Midwest
Basement
I love to lie in bed
and squish my fingers deep into my eyes until the black grows tendrils and colors
burst. I do it when I think I can't sleep. I do it in church whenever they talk
about heaven. I do it when Matt tells me I'm rubber and you're glue times
infinity. It's the infinity that's behind the blackness when I rub. I do it
when I imagine the darkest it could be.
I'm wearing pink
panties with ruffles on the butt. I'm only supposed to wear them under my
Sunday dress but I’m wearing them now. Happily, I prance around on the long,
olive green, shag carpet of my ten foot by twelve foot bedroom before heading
down to play. The people who lived here
before us used my tiny room as a sewing room so if you pick around the long
carpet pile long enough, sometimes you find a straight pin.
I stand at the top of
the stairs, open the door, and inhale deeply through my nose. This is the smell
of home, real home. Not the prepared, just-dusted
shelves and freshly-vacuumed carpet of the living room. Basement smell. I inhale and hold in the humidity and the old
indoor/outdoor, red and black carpet. I’m
sure the midwest earth filtered through this carpet and scented it perfectly,
fecundly. I’ve lain, face down in this carpet and sniffed and sniffed at that
smell until my cheek was scratchy and red.
With full lungs, I
race down the stairs (thu, thu, th-th-th-th, THUMP!) I run past the dining room table, behind the brown
plaid couch, and across the basement floor to the shelves. I sit down on my
blue, plastic booster seat in front of the plywood and brick and survey the low
shelves for toys. I settle on the primary-colored,
rubber blocks and get to it.
I've been playing for
a long time. Long enough to hear the dehumidifier whirring and then clunking
off, then shrugging into service again, several times over. I feel need rising
up. I pinch and squeeze. Squeeze harder.
The feeling passes and I return to my game.
The booster seat gets
sweaty and slippery and I wipe it off, sit back down. Even dry it’s too warm, so I sit on the concrete
floor instead. The carpet doesn’t go
this far into the basement. I smell
dryer sheets and humidity coming from the laundry room against the sounds of
the news left on in the background.
A wave of the feeling comes again and I
squeeze. Again, it passes and I can return to stacking blocks: red, blue, red,
blue until I run out or the stack falls.
I build a more stable, less color coordinated stack and put other toys
on top. The toys are talking to each
other. Since the boy has gone to sleep,
they have that freedom. They don’t know I’m here. I tell the toys he will love them all, not
just the velveteen rabbit. The wave comes again and I cross my legs tighter. It is coming more frequently now. The concentration
and squeezing to stop it is harder each time. I should go upstairs and go
potty, I think. But I never have this much fun playing by myself. So I squeeze and
squeeze and squirm to squeeze harder than I can.
The hollow wood door
at the top of the stairs opens. “Karin,
you probably need to sit on the potty, peanut!” calls my mom.
“In a minute!”
I squeeze and hold my
breath to keep it in check. I keep playing. I promise myself, in just a minute,
I'll go. A minute comes and goes and I play it away. More minutes.
Stomp, stomp,
STOMP! My mom’s signature rhythm from
upstairs.
I’m out of bargaining
and need to go now. Finally, I try to stand up. I am as far from the bathroom as I could
possibly be. I picture the path back up
the stairs, past the kitchen table, straight down the nice-blue-carpeting to
the bathroom door. It’s too far. I have to stop and sit back down if I’m going
to make it that far. I sit back down so
I can rock and hold it in better. I rock and rock, and squeeze. I can't stand
up now. I have to go too badly. I hope for a solution. I rock and hope. It comes eventually.
Even as I pee on the
floor: shame and relief pooling in my pink ruffles, I think, “I should stop.” I could pinch and stop it, then run up the
stairs to the bathroom to finish. I
think that would be better. My mom would
be less disappointed if I couldn’t hold it but tried. I think this as I let go, give in to the
shame, give in to the spreading consequences, and empty the whole thing.
I used to wet my bad a lot. I had to wear a "pee alarm". At least you made the decision to pee, and I bet it was worth the relief.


__Instructions to follow__. The exercise asks you to copy every line below in which "emphasis" appears.
Records shown START
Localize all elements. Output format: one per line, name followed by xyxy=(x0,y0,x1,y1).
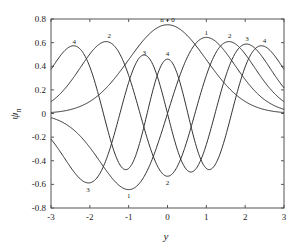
y-tick-label: -0.2 xyxy=(32,132,46,142)
x-tick-label: 0 xyxy=(165,212,170,222)
curve-label: 3 xyxy=(142,49,146,57)
curve-label: n = 0 xyxy=(160,16,175,24)
curve-label: 2 xyxy=(228,32,232,40)
curve-label: 4 xyxy=(166,50,170,58)
curve-label: 1 xyxy=(127,192,131,200)
y-tick-label: 0.6 xyxy=(35,38,47,48)
y-tick-label: -0.6 xyxy=(32,179,47,189)
y-tick-label: 0.8 xyxy=(35,14,47,24)
x-tick-label: 1 xyxy=(204,212,209,222)
x-tick-label: -1 xyxy=(125,212,133,222)
y-tick-label: 0.4 xyxy=(35,61,47,71)
y-tick-label: -0.4 xyxy=(32,156,47,166)
x-tick-label: -2 xyxy=(86,212,94,222)
curve-label: 4 xyxy=(73,38,77,46)
curve-label: 3 xyxy=(245,35,249,43)
y-tick-labels: -0.8-0.6-0.4-0.200.20.40.60.8 xyxy=(32,14,47,213)
curve-label: 1 xyxy=(205,29,209,37)
hermite-functions-chart: -3-2-10123 -0.8-0.6-0.4-0.200.20.40.60.8… xyxy=(0,0,303,249)
x-tick-label: -3 xyxy=(47,212,55,222)
x-tick-labels: -3-2-10123 xyxy=(47,212,287,222)
x-tick-label: 2 xyxy=(243,212,248,222)
y-tick-label: 0.2 xyxy=(35,85,46,95)
series-line-n4 xyxy=(51,46,284,170)
x-tick-label: 3 xyxy=(282,212,287,222)
y-tick-label: 0 xyxy=(42,109,47,119)
y-tick-label: -0.8 xyxy=(32,203,47,213)
curve-label: 2 xyxy=(166,179,170,187)
curve-label: 3 xyxy=(86,186,90,194)
series-line-n0 xyxy=(51,25,284,113)
series-line-n2 xyxy=(51,42,284,177)
curve-label: 4 xyxy=(263,37,267,45)
y-axis-title: ψn xyxy=(8,109,23,120)
curve-label: 2 xyxy=(108,32,112,40)
x-axis-title: y xyxy=(163,230,169,242)
y-axis-title-sub: n xyxy=(14,109,23,113)
series-line-n3 xyxy=(51,44,284,183)
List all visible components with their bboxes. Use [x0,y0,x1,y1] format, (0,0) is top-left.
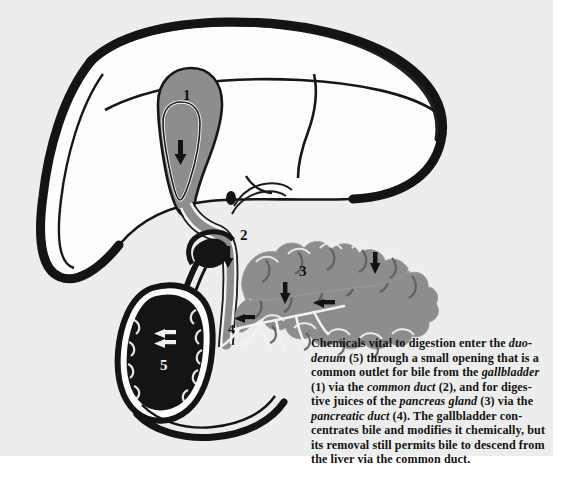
figure-caption: Chemicals vital to digestion enter the d… [311,336,551,467]
page-root: 1 2 3 4 5 Chemicals vital to digestion e… [0,0,578,482]
caption-line: denum (5) through a small opening that i… [311,351,551,366]
caption-text: (5) through a small opening that is a [346,351,539,365]
caption-emphasis: duo- [509,336,532,350]
caption-text: the liver via the common duct. [311,452,470,466]
caption-line: the liver via the common duct. [311,452,551,467]
caption-text: common outlet for bile from the [311,365,482,379]
caption-emphasis: gallbladder [482,365,540,379]
caption-line: common outlet for bile from the gallblad… [311,365,551,380]
caption-text: tive juices of the [311,394,400,408]
caption-emphasis: pancreas gland [400,394,478,408]
caption-text: (4). The gallbladder con- [389,409,522,423]
caption-emphasis: common duct [367,380,436,394]
caption-text: Chemicals vital to digestion enter the [311,336,509,350]
label-duodenum-5: 5 [160,358,168,373]
caption-line: centrates bile and modifies it chemicall… [311,423,551,438]
caption-line: tive juices of the pancreas gland (3) vi… [311,394,551,409]
caption-line: its removal still permits bile to descen… [311,438,551,453]
label-gallbladder-1: 1 [183,88,191,103]
label-pancreatic-duct-4: 4 [228,322,235,335]
label-pancreas-3: 3 [299,264,307,279]
caption-emphasis: denum [311,351,346,365]
caption-text: centrates bile and modifies it chemicall… [311,423,545,437]
caption-line: Chemicals vital to digestion enter the d… [311,336,551,351]
caption-text: (2), and for diges- [436,380,532,394]
caption-line: (1) via the common duct (2), and for dig… [311,380,551,395]
caption-text: (3) via the [477,394,533,408]
duct-junction-node [226,191,236,205]
caption-line: pancreatic duct (4). The gallbladder con… [311,409,551,424]
caption-text: its removal still permits bile to descen… [311,438,545,452]
caption-emphasis: pancreatic duct [311,409,389,423]
caption-text: (1) via the [311,380,367,394]
label-common-duct-2: 2 [240,228,248,243]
Records shown END
__Result below__.
caption-emphasis: duo- [509,336,532,350]
caption-emphasis: gallbladder [482,365,540,379]
caption-emphasis: pancreas gland [400,394,478,408]
caption-emphasis: common duct [367,380,436,394]
caption-emphasis: denum [311,351,346,365]
caption-emphasis: pancreatic duct [311,409,389,423]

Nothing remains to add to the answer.